WHAT IS REQUIRED: The records below must be transcribed precisely and in full.

SUPPLIED DATA:
━━━━━━━━━━

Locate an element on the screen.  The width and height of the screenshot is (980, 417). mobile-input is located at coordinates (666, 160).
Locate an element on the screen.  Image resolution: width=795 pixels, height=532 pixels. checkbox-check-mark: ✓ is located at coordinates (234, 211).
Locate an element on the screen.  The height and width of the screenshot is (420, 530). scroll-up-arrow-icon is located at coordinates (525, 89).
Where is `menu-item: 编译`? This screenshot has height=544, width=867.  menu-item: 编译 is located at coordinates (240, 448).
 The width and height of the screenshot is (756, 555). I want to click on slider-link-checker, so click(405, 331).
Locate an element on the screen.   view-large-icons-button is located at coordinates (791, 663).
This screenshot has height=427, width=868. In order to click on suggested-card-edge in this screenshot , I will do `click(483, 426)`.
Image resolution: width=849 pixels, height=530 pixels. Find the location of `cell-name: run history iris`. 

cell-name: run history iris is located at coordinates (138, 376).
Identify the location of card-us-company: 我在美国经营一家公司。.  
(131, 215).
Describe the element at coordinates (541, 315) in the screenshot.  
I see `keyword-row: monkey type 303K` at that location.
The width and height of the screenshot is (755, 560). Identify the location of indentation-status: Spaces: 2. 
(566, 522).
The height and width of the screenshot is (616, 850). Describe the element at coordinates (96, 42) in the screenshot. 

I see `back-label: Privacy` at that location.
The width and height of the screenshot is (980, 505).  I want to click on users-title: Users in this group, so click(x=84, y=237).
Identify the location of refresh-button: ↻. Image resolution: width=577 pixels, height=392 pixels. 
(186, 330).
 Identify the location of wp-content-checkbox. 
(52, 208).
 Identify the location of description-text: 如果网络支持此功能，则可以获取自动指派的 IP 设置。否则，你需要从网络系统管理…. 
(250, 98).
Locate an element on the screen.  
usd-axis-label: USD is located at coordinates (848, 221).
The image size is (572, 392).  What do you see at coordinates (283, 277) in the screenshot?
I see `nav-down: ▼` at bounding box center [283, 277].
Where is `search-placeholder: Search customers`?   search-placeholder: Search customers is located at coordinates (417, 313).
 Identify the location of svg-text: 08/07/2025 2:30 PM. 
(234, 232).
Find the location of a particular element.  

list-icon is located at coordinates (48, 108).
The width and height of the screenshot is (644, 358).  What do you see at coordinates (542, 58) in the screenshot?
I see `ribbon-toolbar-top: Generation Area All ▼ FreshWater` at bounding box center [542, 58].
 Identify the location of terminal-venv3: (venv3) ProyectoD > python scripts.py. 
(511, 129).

━━━━━━━━━━

TASK ANSWER:
Locate an element on the screen.  The width and height of the screenshot is (980, 417). mobile-input is located at coordinates (666, 160).
Locate an element on the screen.  Image resolution: width=795 pixels, height=532 pixels. checkbox-check-mark: ✓ is located at coordinates (234, 211).
Locate an element on the screen.  The height and width of the screenshot is (420, 530). scroll-up-arrow-icon is located at coordinates (525, 89).
Where is `menu-item: 编译`? This screenshot has height=544, width=867.  menu-item: 编译 is located at coordinates (240, 448).
 The width and height of the screenshot is (756, 555). I want to click on slider-link-checker, so click(405, 331).
Locate an element on the screen.   view-large-icons-button is located at coordinates (791, 663).
This screenshot has height=427, width=868. In order to click on suggested-card-edge in this screenshot , I will do `click(483, 426)`.
Image resolution: width=849 pixels, height=530 pixels. Find the location of `cell-name: run history iris`. 

cell-name: run history iris is located at coordinates (138, 376).
Identify the location of card-us-company: 我在美国经营一家公司。.  
(131, 215).
Describe the element at coordinates (541, 315) in the screenshot.  
I see `keyword-row: monkey type 303K` at that location.
The width and height of the screenshot is (755, 560). Identify the location of indentation-status: Spaces: 2. 
(566, 522).
The height and width of the screenshot is (616, 850). Describe the element at coordinates (96, 42) in the screenshot. 

I see `back-label: Privacy` at that location.
The width and height of the screenshot is (980, 505).  I want to click on users-title: Users in this group, so click(x=84, y=237).
Identify the location of refresh-button: ↻. Image resolution: width=577 pixels, height=392 pixels. 
(186, 330).
 Identify the location of wp-content-checkbox. 
(52, 208).
 Identify the location of description-text: 如果网络支持此功能，则可以获取自动指派的 IP 设置。否则，你需要从网络系统管理…. 
(250, 98).
Locate an element on the screen.  
usd-axis-label: USD is located at coordinates (848, 221).
The image size is (572, 392).  What do you see at coordinates (283, 277) in the screenshot?
I see `nav-down: ▼` at bounding box center [283, 277].
Where is `search-placeholder: Search customers`?   search-placeholder: Search customers is located at coordinates (417, 313).
 Identify the location of svg-text: 08/07/2025 2:30 PM. 
(234, 232).
Find the location of a particular element.  

list-icon is located at coordinates (48, 108).
The width and height of the screenshot is (644, 358).  What do you see at coordinates (542, 58) in the screenshot?
I see `ribbon-toolbar-top: Generation Area All ▼ FreshWater` at bounding box center [542, 58].
 Identify the location of terminal-venv3: (venv3) ProyectoD > python scripts.py. 
(511, 129).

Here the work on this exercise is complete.